Chugging and loud banging on the front door announces a Parcel Force van with a lumpy package from David. The Beauty falls on it crying, âIt's my Happy Birthday,' and tears at the string and tape binding it shut. Inside are three vast balloons, one for each of the children, and three water pistols shaped like aliens. A note is attached to the smallest of the aliens: DO NOT SQUIRT YOUR MOTHER ON PERIL OF EXECUTION BY GREEN SLIME. The final item in the parcel is wrapped in pink tissue paper.

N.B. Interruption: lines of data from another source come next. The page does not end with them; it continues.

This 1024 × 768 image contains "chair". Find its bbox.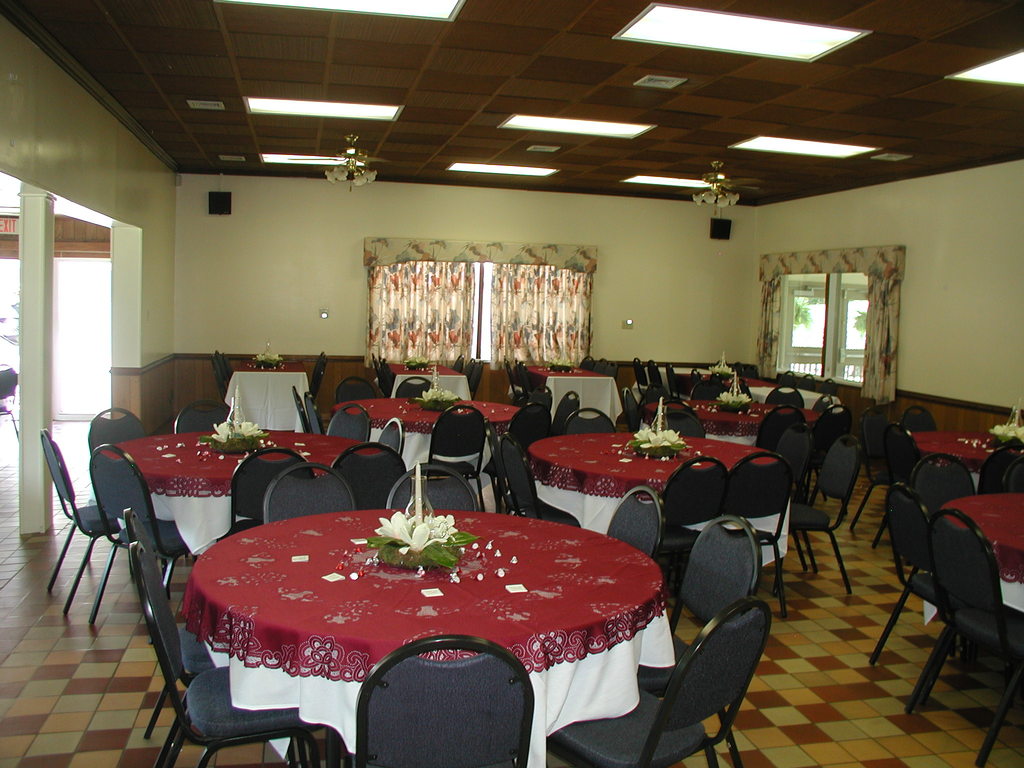
bbox=[607, 484, 668, 554].
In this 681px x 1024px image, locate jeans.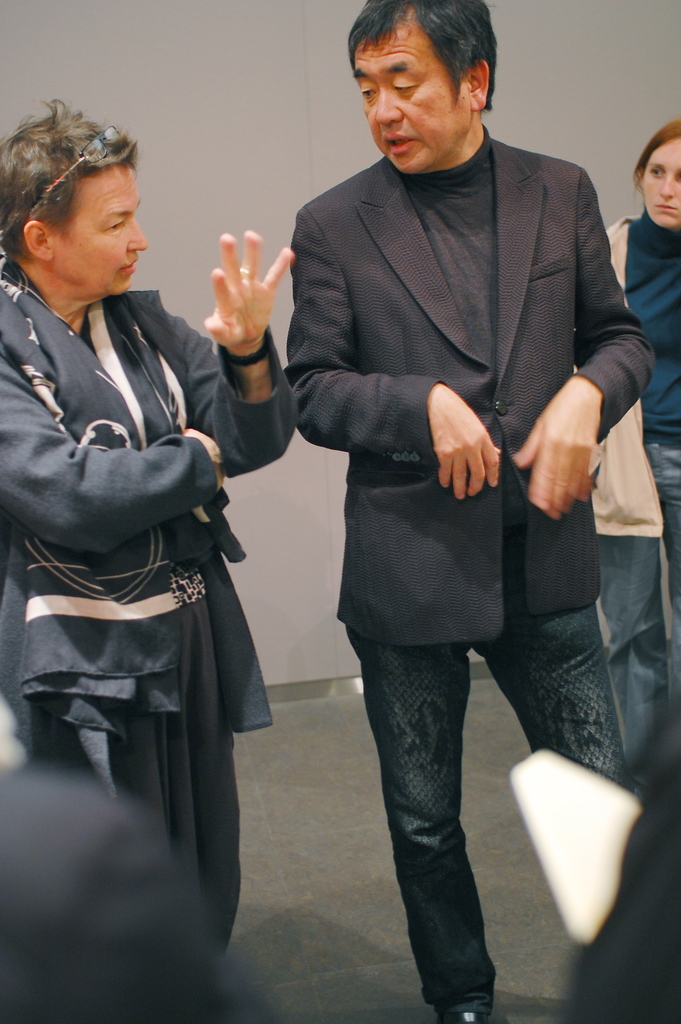
Bounding box: 596/443/680/764.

âI bet this is for you, Mum, it's all girly,' says Felix, handing it over. The tissue unfurls to reveal a pair of sandals with velvet soles and purple and orange flowers garlanded across the top. They are enchanting. I put them on and they fit me perfectly. Burst into tears. Felix groans, âGod, don't start crying again. What's the matter this time? Look, here's a letter from David. It might cheer you up.'
Darling Venetia,
I think I'll be home in a few weeks. I'm writing this in my room. The windows are open and rain is crashing on to the balcony, so work is off for the afternoon. I've sent Desmond a pair of Elvis shades from the market here to wear at his wedding. They're Graceland rather than GI, and have thick gold arms with squares cut in
them for Desmond's sideburns to stick through. I bought these shoes for you to walk all over me in. Metaphorically. Mind you, I wouldn't say no to literally ⦠You are my dreams, xxxx David xxx
Most pleasing. Almost worth him being away if this is the sort of treatment I can expect. Float to Budgen's supermarket on a cloud of pink pleasure, and still wrapped in unreality, purchase seventeen long tubes of mini Easter eggs for the Easter-egg hunt. Absently proceed to eat two with Felix and The Beauty while waiting for Giles to come out of school. This returns me to earth with a thump of nausea. All of us feel sick, and The Beauty has turned an unbecoming caramel colour all over by the time I realise Giles should be out, and I go into the school to look for him. Find him in a darkened room with other low-lifers, playing on someone's Nintendo. Cannot understand how the school can allow this form of brainwashing to go on, and stand in the doorway muttering furiously while Giles and his automaton friends continue to perform thumb wars on their consoles. Giles waits until we are out of earshot of his friends before turning to me in raging contempt.